State of the Art
Laurie Strode screams again
by Peter Keough
LOS ANGELES -- It's been 20 years since we heard Jamie Lee Curtis's scream in
John Carpenter's Halloween, and now she's eager to face the cold steel
again. Halloween: H20 (the latter refers to its being the franchise's
20th anniversary, not the liquid or the number of sequels) takes up the tale of
the relentless Michael Myers and the redoubtable Laurie Strode two decades
later, with Laurie trying to pull together the pieces of her traumatized life.
With Hollywood currently embroiled in a new generation of post-Scream
teen-slasher movies, the moment seems ripe for a reprise, but why is Curtis
relenting after refusing for so long to return to the genre that first made her
famous?
"I didn't try to get away from it so hard," she insists. "I made a decision
five years after I did Halloween that I shouldn't make any more horror
movies because it would limit my doing other things. I was smart enough, having
been raised in Hollywood, to understand that producers' imaginations are not
that broad. It wasn't out of distaste or embarrassment, just a practical
understanding of Hollywood and how it works."

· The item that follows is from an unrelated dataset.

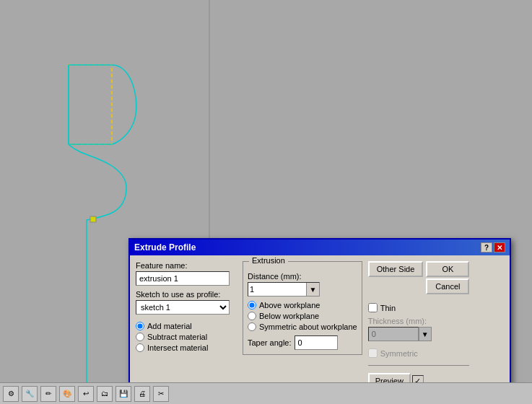 The image size is (532, 404). I want to click on add-material-label: Add material, so click(170, 326).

Her career since that decision has had its ups and downs, the high points
including acclaimed roles in such diverse films as Trading Places, A
Fish Called Wanda, and Blue Steel, as well as side careers writing
children's books and raising two children with husband Christopher Guest. More
or less idle, since True Lies in 1994, she seems primed for a
comeback.
"When I heard it was 20 years, I thought, it's nuts not to do something. We
went to Bob Weinstein [head of Miramax Pictures], and he said, 'I have a movie
coming out soon called Scream that's going to reinvigorate the whole
market.' Scream comes out, it's a big hit, all of a sudden it now makes
a lot of sense to make another Halloween movie, because
Halloween is in Scream as much as Scream is in it. And it
had to come out this year. I wouldn't have done it otherwise; then it would be
21 years, what's the point of that? And it was my way of saying thank you to a
fan base that really gave me everything I have in my life."
It was also a chance to acknowledge a human toll of victimization that gets
overlooked in the thrills and the nervous laughter of such movies. The older,
not so much wiser Laurie is a mess: headmistress of a boarding school, a single
mother with a teenage son, she controls the nightmares with a medicine cabinet
full of pills and a bottle of vodka in the freezer.
"Everyone wants to know what happened to Laurie Strode; everyone calls her a
survivor. I don't think she was a survivor at all. She had stolen from her
every chance for a happy future. Even though she did everything you're supposed
to do -- you have a baby, you go to college, you get your degree, you get
married -- it's all null and void because any chance of trusting another human
being was just snatched from her at the age of 17. This film gives her a chance
to redeem her soul by facing him -- and even if she was going to die, she was
going to die facing her greatest fear, she was going to get her soul back. Now
to me, that was a story.
"She's kicking butt from that place. It echoes a '90s thing of empowerment and
girl power. It's a message sung out loud and clear: don't fuck with me."
Halloween: H20 opens this Wednesday at theaters to be announced.